Imperiled chub coming back
Study shows more reaching adulthood in Grand Canyon
Associated Press
Friday, August 4, 2006
GRAND CANYON NATIONAL PARK, Ariz. - The population of an endangered fish in the Grand Canyon area of the Colorado River may be stabilizing, according to biologists with the U.S. Geological Survey.
The number of adult humpback chub appears to have stabilized at about 5,000 fish, according to research by federal biologists announced Thursday.
"It means that conditions exist in Grand Canyon that allow adult fish to reach reproductive age," said USGS biologist Matthew Anderson in a statement.
Until recently, the chub population in the canyon was steadily declining because adult fish were dying at a rate of 15 percent to 20 percent a year, and young fish were not surviving in large enough numbers.
There also are signs of more juvenile fish in the past few years at the confluence of the Colorado and Little Colorado rivers, where the chub are known to spawn. More young fish of three other endangered fish species have also been documented at the location.
The humpback chub population in the Grand Canyon dropped by about two-thirds between 1989 and 2002, from 10,500 to 3,500.
It was listed as an endangered species in 1967. The decline is blamed on Glen Canyon Dam near the Arizona-Utah border, which has lowered the river temperature in the Grand Canyon and eliminated much of the river level fluctuations and sediment deposits.
Non-native fish such as rainbow trout that survive better in the colder water have added competition.
The removal of large numbers of trout, drought-induced warming of the river water and a summer flow experiment from the dam in 2000 may also have helped the fish.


Task to complete => All records below must be written out exactly, with the pictures excluded.

Record excerpts =>
━━━━━━

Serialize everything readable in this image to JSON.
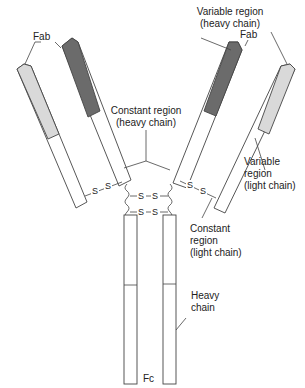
{
  "diagram": {
    "colors": {
      "heavy_variable": "#6b6b6b",
      "light_variable": "#d9d9d9",
      "constant": "#ffffff",
      "outline": "#444444"
    },
    "labels": {
      "fab_left": "Fab",
      "fab_right": "Fab",
      "variable_heavy_line1": "Variable region",
      "variable_heavy_line2": "(heavy chain)",
      "constant_heavy_line1": "Constant region",
      "constant_heavy_line2": "(heavy chain)",
      "variable_light_line1": "Variable",
      "variable_light_line2": "region",
      "variable_light_line3": "(light chain)",
      "constant_light_line1": "Constant",
      "constant_light_line2": "region",
      "constant_light_line3": "(light chain)",
      "heavy_chain_line1": "Heavy",
      "heavy_chain_line2": "chain",
      "fc": "Fc"
    },
    "disulfide_symbol": "S"
  }
}
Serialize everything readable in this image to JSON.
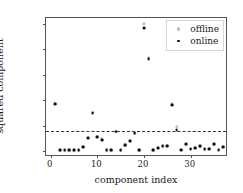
{
  "chart_data": {
    "type": "scatter",
    "title": "",
    "xlabel": "component index",
    "ylabel": "squared component",
    "xlim": [
      -1,
      38
    ],
    "ylim": [
      -0.012,
      0.262
    ],
    "xticks": [
      0,
      10,
      20,
      30
    ],
    "xticklabels": [
      "0",
      "10",
      "20",
      "30"
    ],
    "yticks": [
      0.0,
      0.05,
      0.1,
      0.15,
      0.2,
      0.25
    ],
    "yticklabels": [
      "0.00",
      "0.05",
      "0.10",
      "0.15",
      "0.20",
      "0.25"
    ],
    "grid": false,
    "legend_position": "upper right",
    "threshold": {
      "value": 0.04,
      "style": "dashed",
      "color": "#333333"
    },
    "series": [
      {
        "name": "offline",
        "color": "#bdbdbd",
        "marker": "circle",
        "x": [
          1,
          2,
          3,
          4,
          5,
          6,
          7,
          8,
          9,
          10,
          11,
          12,
          13,
          14,
          15,
          16,
          17,
          18,
          19,
          20,
          21,
          22,
          23,
          24,
          25,
          26,
          27,
          28,
          29,
          30,
          31,
          32,
          33,
          34,
          35,
          36,
          37
        ],
        "y": [
          0.093,
          0.001,
          0.001,
          0.001,
          0.001,
          0.001,
          0.008,
          0.026,
          0.075,
          0.028,
          0.023,
          0.001,
          0.001,
          0.038,
          0.001,
          0.011,
          0.02,
          0.035,
          0.001,
          0.25,
          0.183,
          0.001,
          0.006,
          0.009,
          0.01,
          0.092,
          0.048,
          0.002,
          0.013,
          0.004,
          0.006,
          0.009,
          0.003,
          0.004,
          0.013,
          0.002,
          0.008
        ]
      },
      {
        "name": "online",
        "color": "#111111",
        "marker": "circle",
        "x": [
          1,
          2,
          3,
          4,
          5,
          6,
          7,
          8,
          9,
          10,
          11,
          12,
          13,
          14,
          15,
          16,
          17,
          18,
          19,
          20,
          21,
          22,
          23,
          24,
          25,
          26,
          27,
          28,
          29,
          30,
          31,
          32,
          33,
          34,
          35,
          36,
          37
        ],
        "y": [
          0.093,
          0.001,
          0.001,
          0.001,
          0.001,
          0.001,
          0.008,
          0.026,
          0.075,
          0.028,
          0.022,
          0.001,
          0.001,
          0.038,
          0.001,
          0.011,
          0.02,
          0.035,
          0.001,
          0.242,
          0.181,
          0.001,
          0.006,
          0.009,
          0.01,
          0.09,
          0.041,
          0.002,
          0.013,
          0.004,
          0.006,
          0.009,
          0.003,
          0.004,
          0.013,
          0.002,
          0.008
        ]
      }
    ],
    "legend": [
      {
        "label": "offline",
        "marker_name": "offline-marker-icon"
      },
      {
        "label": "online",
        "marker_name": "online-marker-icon"
      }
    ]
  }
}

━━━━━━

Exercise result =>
Serialize everything readable in this image to JSON.
{
  "diagram": {
    "colors": {
      "heavy_variable": "#6b6b6b",
      "light_variable": "#d9d9d9",
      "constant": "#ffffff",
      "outline": "#444444"
    },
    "labels": {
      "fab_left": "Fab",
      "fab_right": "Fab",
      "variable_heavy_line1": "Variable region",
      "variable_heavy_line2": "(heavy chain)",
      "constant_heavy_line1": "Constant region",
      "constant_heavy_line2": "(heavy chain)",
      "variable_light_line1": "Variable",
      "variable_light_line2": "region",
      "variable_light_line3": "(light chain)",
      "constant_light_line1": "Constant",
      "constant_light_line2": "region",
      "constant_light_line3": "(light chain)",
      "heavy_chain_line1": "Heavy",
      "heavy_chain_line2": "chain",
      "fc": "Fc"
    },
    "disulfide_symbol": "S"
  }
}
Serialize everything readable in this image to JSON.
{
  "chart_data": {
    "type": "scatter",
    "title": "",
    "xlabel": "component index",
    "ylabel": "squared component",
    "xlim": [
      -1,
      38
    ],
    "ylim": [
      -0.012,
      0.262
    ],
    "xticks": [
      0,
      10,
      20,
      30
    ],
    "xticklabels": [
      "0",
      "10",
      "20",
      "30"
    ],
    "yticks": [
      0.0,
      0.05,
      0.1,
      0.15,
      0.2,
      0.25
    ],
    "yticklabels": [
      "0.00",
      "0.05",
      "0.10",
      "0.15",
      "0.20",
      "0.25"
    ],
    "grid": false,
    "legend_position": "upper right",
    "threshold": {
      "value": 0.04,
      "style": "dashed",
      "color": "#333333"
    },
    "series": [
      {
        "name": "offline",
        "color": "#bdbdbd",
        "marker": "circle",
        "x": [
          1,
          2,
          3,
          4,
          5,
          6,
          7,
          8,
          9,
          10,
          11,
          12,
          13,
          14,
          15,
          16,
          17,
          18,
          19,
          20,
          21,
          22,
          23,
          24,
          25,
          26,
          27,
          28,
          29,
          30,
          31,
          32,
          33,
          34,
          35,
          36,
          37
        ],
        "y": [
          0.093,
          0.001,
          0.001,
          0.001,
          0.001,
          0.001,
          0.008,
          0.026,
          0.075,
          0.028,
          0.023,
          0.001,
          0.001,
          0.038,
          0.001,
          0.011,
          0.02,
          0.035,
          0.001,
          0.25,
          0.183,
          0.001,
          0.006,
          0.009,
          0.01,
          0.092,
          0.048,
          0.002,
          0.013,
          0.004,
          0.006,
          0.009,
          0.003,
          0.004,
          0.013,
          0.002,
          0.008
        ]
      },
      {
        "name": "online",
        "color": "#111111",
        "marker": "circle",
        "x": [
          1,
          2,
          3,
          4,
          5,
          6,
          7,
          8,
          9,
          10,
          11,
          12,
          13,
          14,
          15,
          16,
          17,
          18,
          19,
          20,
          21,
          22,
          23,
          24,
          25,
          26,
          27,
          28,
          29,
          30,
          31,
          32,
          33,
          34,
          35,
          36,
          37
        ],
        "y": [
          0.093,
          0.001,
          0.001,
          0.001,
          0.001,
          0.001,
          0.008,
          0.026,
          0.075,
          0.028,
          0.022,
          0.001,
          0.001,
          0.038,
          0.001,
          0.011,
          0.02,
          0.035,
          0.001,
          0.242,
          0.181,
          0.001,
          0.006,
          0.009,
          0.01,
          0.09,
          0.041,
          0.002,
          0.013,
          0.004,
          0.006,
          0.009,
          0.003,
          0.004,
          0.013,
          0.002,
          0.008
        ]
      }
    ],
    "legend": [
      {
        "label": "offline",
        "marker_name": "offline-marker-icon"
      },
      {
        "label": "online",
        "marker_name": "online-marker-icon"
      }
    ]
  }
}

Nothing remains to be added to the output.